* TASK DESCRIPTION
Pictures stay out of the copy; output exactly the lines from the one containing "The height and width of the screenshot is (392, 543)." through the end of the material.

* MATERIAL FOR THIS EXERCISE
# # # #

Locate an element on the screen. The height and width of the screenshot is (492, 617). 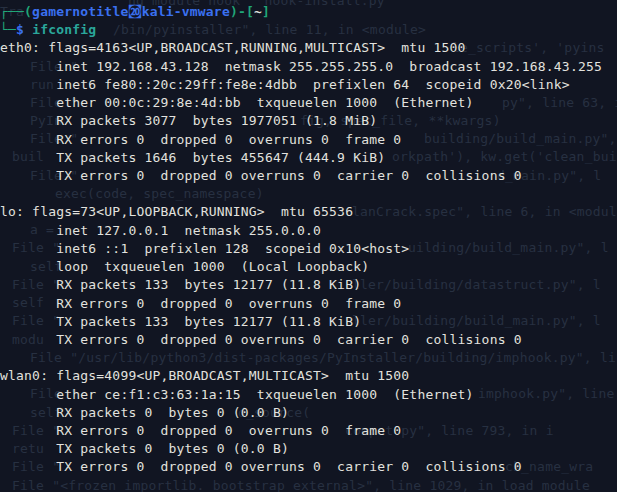
prompt-user-host: gamernotitle㉉kali-vmware is located at coordinates (131, 12).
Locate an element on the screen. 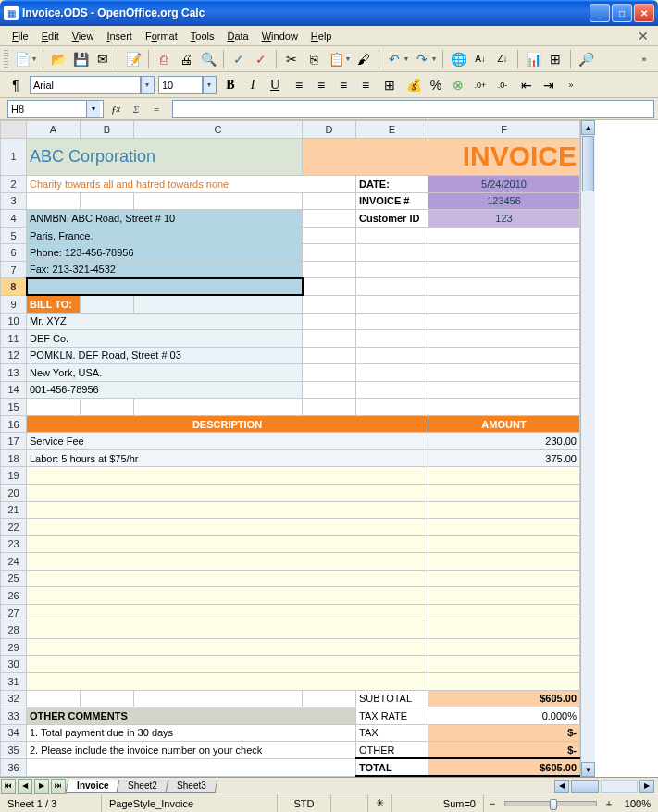  col-header-B: B is located at coordinates (107, 129).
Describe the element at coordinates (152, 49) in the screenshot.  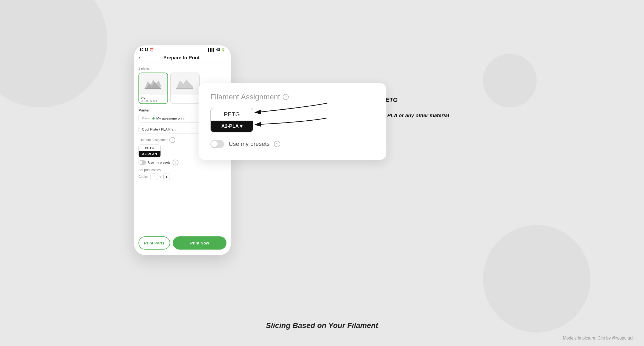
I see `alarm-icon: ⏰` at that location.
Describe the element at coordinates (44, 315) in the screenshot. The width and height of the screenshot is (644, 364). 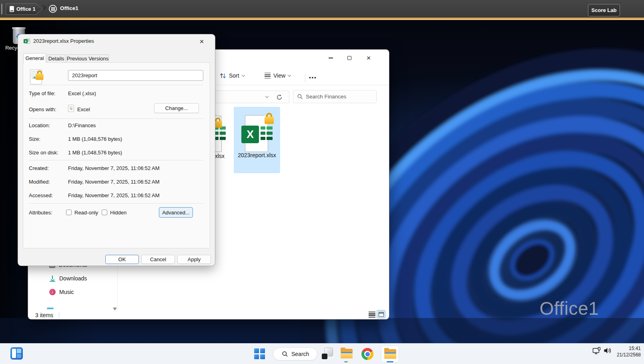
I see `items-count: 3 items` at that location.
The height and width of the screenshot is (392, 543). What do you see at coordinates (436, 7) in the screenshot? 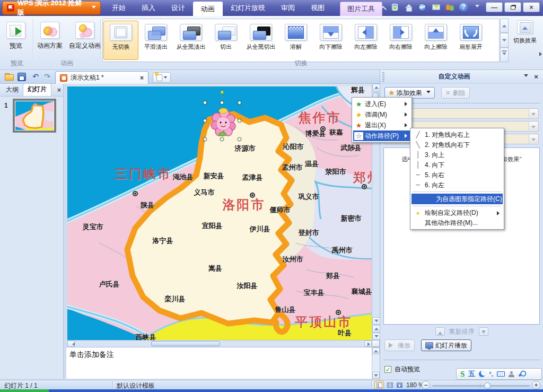
I see `mail-icon` at bounding box center [436, 7].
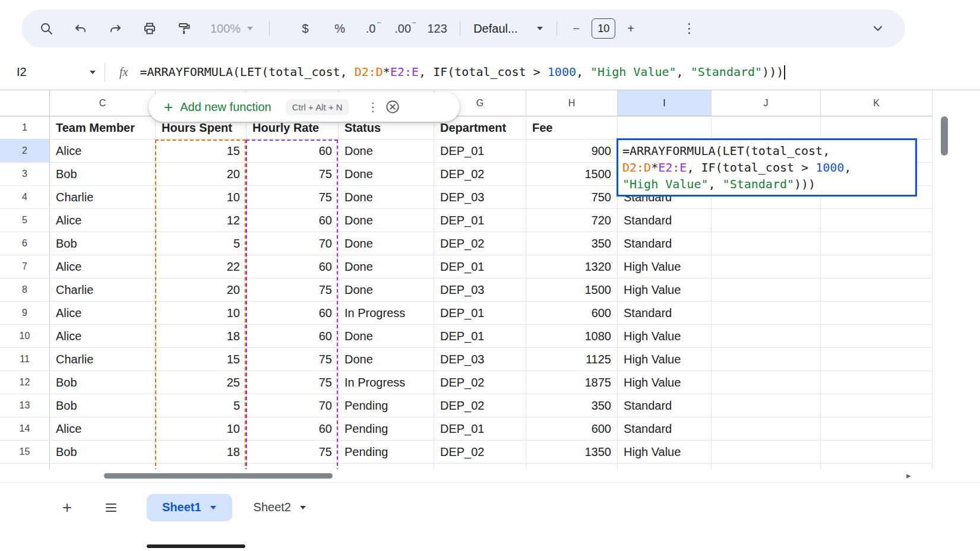 The image size is (980, 551). What do you see at coordinates (572, 467) in the screenshot?
I see `cell: 1500` at bounding box center [572, 467].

# # # #

* RESPONSE AREA
The height and width of the screenshot is (392, 543). What do you see at coordinates (436, 7) in the screenshot? 
I see `mail-icon` at bounding box center [436, 7].
 The image size is (980, 551). What do you see at coordinates (572, 467) in the screenshot?
I see `cell: 1500` at bounding box center [572, 467].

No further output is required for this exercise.